Although regulation had reduced the scope for releasing price-sensitive information via the media several interviewees acknowledged it still went on. As one fund manager explained (anonymous interview, 2004):
You know the rules roughly. You roughly know instinctively how far you can go and how far you cant go. Look at contrasting companies. BT plays it straight down the line. They never trail information ahead of results but Vodaphone always do. Ditto Shell and BP. Shell play it absolutely straight not done them an awful lot of good I think. But BP are very adept at managing the results beforehand and if they know theres going to be a change they are very good at making sure the market knows beforehand. So, theres two contrasting ways of doing it. Theres a classic case of using the press to manage peoples expectations of up-coming results or any up-coming information of any kind. So in that respect the press has become more important. It is one of the ways companies manage their relations with investors.

Perhaps, what was most important for companies was the ability to manage bad news situations and crisis moments. All communications practitioners were aware of the potential damage that could result from negative news coverage of a company or its products. As one group corporate affairs director volunteered (anonymous interview, 1998):
Keeping something out of the papers might be the most signicant thing we do all year. . . If youre in an area like banking, half your work might involve keeping stuff out of the media, taking on negative stories and so on.

The importance of effective news management is also vital during takeover activity. It is thus a time when FPR and IR practitioners can build reputations and experienced practitioners are in high demand. As one former advisor and regulator (interview, 1998), argued:
I have been in companies where we did not deal with the press as well as we should have done. . . By the time we came to the critical bit, the institutions said they didnt know anything about us. We had lost the press battle and we were ignoring the press. We had taken the high-handed city attitude that who cares what the press says. You will not nd anyone in the Square Mile with that kind of attitude now.

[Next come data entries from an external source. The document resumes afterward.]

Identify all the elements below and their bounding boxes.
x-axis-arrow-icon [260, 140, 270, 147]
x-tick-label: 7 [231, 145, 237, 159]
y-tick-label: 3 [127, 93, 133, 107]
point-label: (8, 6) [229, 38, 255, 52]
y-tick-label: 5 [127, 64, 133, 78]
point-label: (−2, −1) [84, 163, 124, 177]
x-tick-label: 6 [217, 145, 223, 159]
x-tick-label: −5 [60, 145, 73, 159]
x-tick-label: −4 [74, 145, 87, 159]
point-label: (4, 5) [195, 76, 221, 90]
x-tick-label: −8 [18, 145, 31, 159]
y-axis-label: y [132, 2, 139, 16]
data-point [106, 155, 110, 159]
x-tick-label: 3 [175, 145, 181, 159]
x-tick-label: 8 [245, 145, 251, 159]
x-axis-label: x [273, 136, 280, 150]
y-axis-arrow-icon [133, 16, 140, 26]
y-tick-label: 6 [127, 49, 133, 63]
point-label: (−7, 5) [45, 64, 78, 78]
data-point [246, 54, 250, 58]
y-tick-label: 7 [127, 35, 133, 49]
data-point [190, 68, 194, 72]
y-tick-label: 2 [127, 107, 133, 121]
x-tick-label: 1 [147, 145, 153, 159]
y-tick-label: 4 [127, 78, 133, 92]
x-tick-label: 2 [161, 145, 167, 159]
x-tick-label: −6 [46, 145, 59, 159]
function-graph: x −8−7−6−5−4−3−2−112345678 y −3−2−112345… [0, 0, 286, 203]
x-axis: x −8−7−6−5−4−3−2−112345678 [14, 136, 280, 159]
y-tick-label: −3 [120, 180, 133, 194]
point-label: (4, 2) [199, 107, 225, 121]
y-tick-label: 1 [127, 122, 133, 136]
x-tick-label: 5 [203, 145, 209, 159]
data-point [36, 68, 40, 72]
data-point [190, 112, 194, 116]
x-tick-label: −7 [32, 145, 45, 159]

For each of these reasons it is deemed vital for quoted companies to maintain their nancial media relations operations and to coordinate such activities with more privately-oriented IR work (Figure 1). Attempting to set media agendas and frame media coverage[3] can contribute signicantly to the setting of investment agendas. Impact on nancial news The second question is: how successful are companies and communicators at getting their messages into the nancial media and managing company reporting? For larger companies, especially FTSE 100 ones, the day-to-day hit rate is pretty good. For companies in fashionable market sectors, from bioscience to telecommunications, coverage can also be fairly regular; at least as long as the investment fashion lasts. For many smaller companies, it can be very difcult indeed to get coverage in the mainstream nancial media. The main opportunities for gaining exposure are when they are being taken over or at the centre of a crisis. At this level it is more likely that companies will nd positive exposure in regional papers or specialist magazines such as Techinvest or the AIM Newsletter. In media sociology terms this conclusion is very much related to the news values that journalists apply when deciding what to cover (Gans, 1979; Galtung and Ruge, 1965). In the case of nancial reporting journalists clearly view the largest companies and/or those in sectors perceived to have investment potential, as being most newsworthy to their readers. For those companies that gain high levels of coverage it is more a matter of managing information ows in the most positive way. In this, on the whole, they are extremely successful. Surveys and interview material, from the FPR perspective, tend to indicate that nancial news has the highest level of PR content of any news section. In a PR Week (1994) poll the Financial Times was considered to be the paper with the highest level of PR content (26 per cent). Many practitioners regarded the levels of nancial PR content to be higher still. In the view of one former director of the PRCA (anonymous interview, 1998):
In the nationals its [PR] less than 20 per cent, but in the nancial sections an enormous amount is. Its virtually all connected to PR in some way. The FT is at least 50 per cent. PR. . .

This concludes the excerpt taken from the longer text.